“We struck streams, all sorts of little tributaries of the Rejang and the Tatan, and we struck mud turtles and spitting fish and water lizards and snakes, but we struck no gold. Becconi was so full of the business that he forgot his wanting to drink. And so it went on for more than three months, till one day the madness lifted from us, and we saw that we were done. We’d got to get back to Bintulu and get back prompt, for we were near done for grub.
“I’d managed to shoot a good deal, and we had the remains of Havenmouth’s store. Still, all the same, we’d got to get back; and over the fire that night, when we’d come to the decision to clear out, Becconi had his first drink for a long time. We were sitting there smoking and talking when all of a sudden from the dark outside the firelight comes a whistle and Tuan gives a jump where he sat. Then he whistles between his fingers as if in answer and out of the dark comes a chap crawling along with his hair over his eyes. He creeps up to Tuan, and they begin to talk. Then Tuan comes to us and tells us the news. One of the Dyaks, a fish trapper that had done a journey up the Tatan on some business of his own had come on Kadjaman’s house.
“That’s what Tuan told us with a straight face, but we didn’t laugh, for we knew what he meant. The orangs build houses of sorts away up in the trees. They haven’t walls or roofs or lavatory accommodation; they’re just platforms built between two branches and furnished with bundles of brushwood and leaves. This fishing Dyak was a blood relation of Tuan’s. He knew Ting, and he knew of the carrying off, and a month before, going along through the forest by the river and chancing to look up he saw Kadjaman’s platform away up in a tree.
“He wouldn’t have took any more notice, monkey houses being common, only for a face looking down at him out of the leaves. He saw at once it was Ting’s face, and he called out, thinking the child might come down. Instead of that Ting went up the remainder of the tree like a flash and hid on the platform.
“He marked the place and then he’d set out to hunt for Tuan and us. He’d seen us start from Bintulu and he knew the direction we’d gone; but how he found us after a month’s hunt—well, search me! But find us he did.
“Tuan having got the yarn, said it was necessary for him, now that he had the indication, to drop everything else and get his child back.
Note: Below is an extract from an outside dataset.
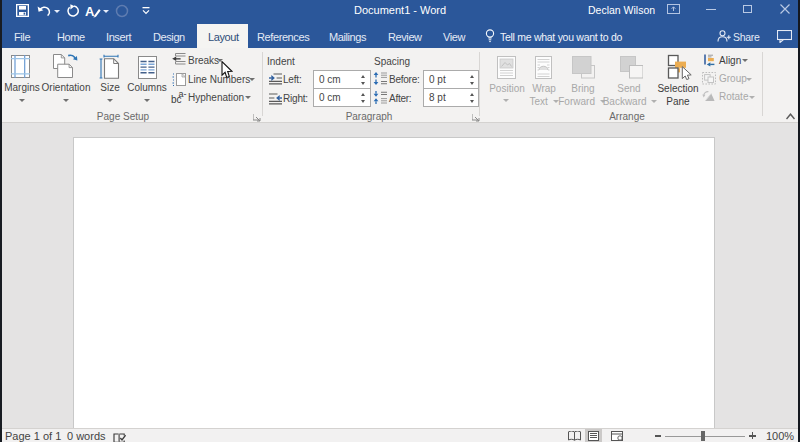  What do you see at coordinates (90, 11) in the screenshot?
I see `svg-text: A` at bounding box center [90, 11].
He said he couldn’t lead us any longer till he had that matter settled, and Becconi agreed that it was only right and proper to get the child back and said he’d wait there with the whisky while Tuan and myself made the journey and fetched the goods. The place was only a day’s journey from where we were. I agreed. I judged he couldn’t kill himself with the whisky in two days and that if he did it’d maybe be a mercy for him, and taking my gun I followed Tuan and the fisher Dyak, striking in the direction of the Tatan.
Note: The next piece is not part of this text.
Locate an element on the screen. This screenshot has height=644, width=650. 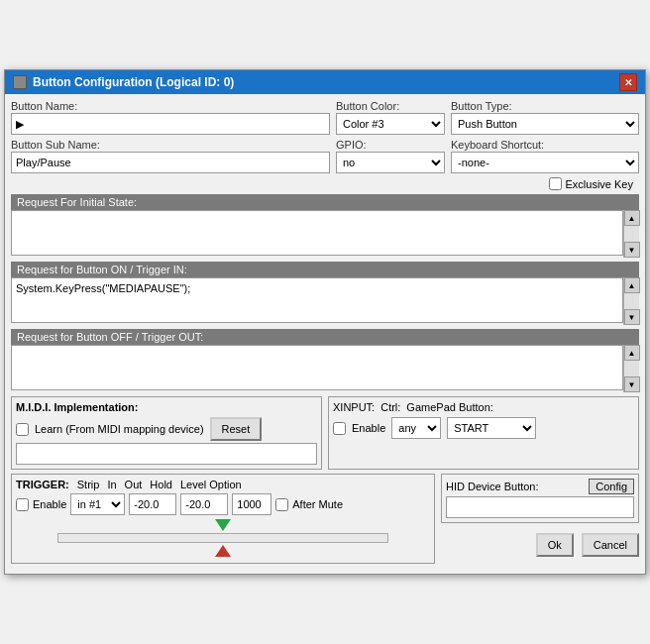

“It was less than a day’s journey, and when we got there it wasn’t above ten o’clock in the morning, and there, like as if a chap had hoisted a mattress and stuck it between two of the branches, away up in a big tree, we saw Kadjaman’s house; but there wasn’t a sign of the owner nor of Ting. We didn’t go to knock at the door. We all sat down in the undergrowth which hid us while giving us a view of the premises above, and there we waited. I didn’t know what Tuan proposed to do to get the child back, but I did know one thing, he was going to get it back now he’d found the address. I reckoned he’d kill Kadjaman and then climb for the child; but I was wrong as it turned out.
“I nodded off to sleep, for I was bone tired with the journey, and I’d been dozing maybe an hour when Tuan joggled me awake. I looked up and there was Ting crawling along a branch twenty foot up, following in the track of a big monk that was Kadjaman’s twin brother if it wasn’t himself. You could see at a glance that the child had joined up with the monkey folk in the three months he’d been with them.
“But I wasn’t bothering about that, I was watching Tuan. Tuan had his blowgun with him. It was a better weapon and twice as deadly as a Colt’s automatic. It was death itself, for the dart was poisoned. Tuan was standing up and leaning back with the gun to his lips. Up above, against the sprinkling light through the leaves, Kadjaman made a target as big as a barn door and not more than twenty-five feet off and Tuan with that infernal gun could hit the middle of a sixpence somewhere about the same distance. So there didn’t seem much chance for the monkey, did there?
“Well, all of a sudden I heard the ‘phut’ of the blowgun, and right on it Ting, up in the branches, let a squeal out of him and I saw he’d been hit, hit right in the neck where the big vein is and where the poison of the dart would act quickest.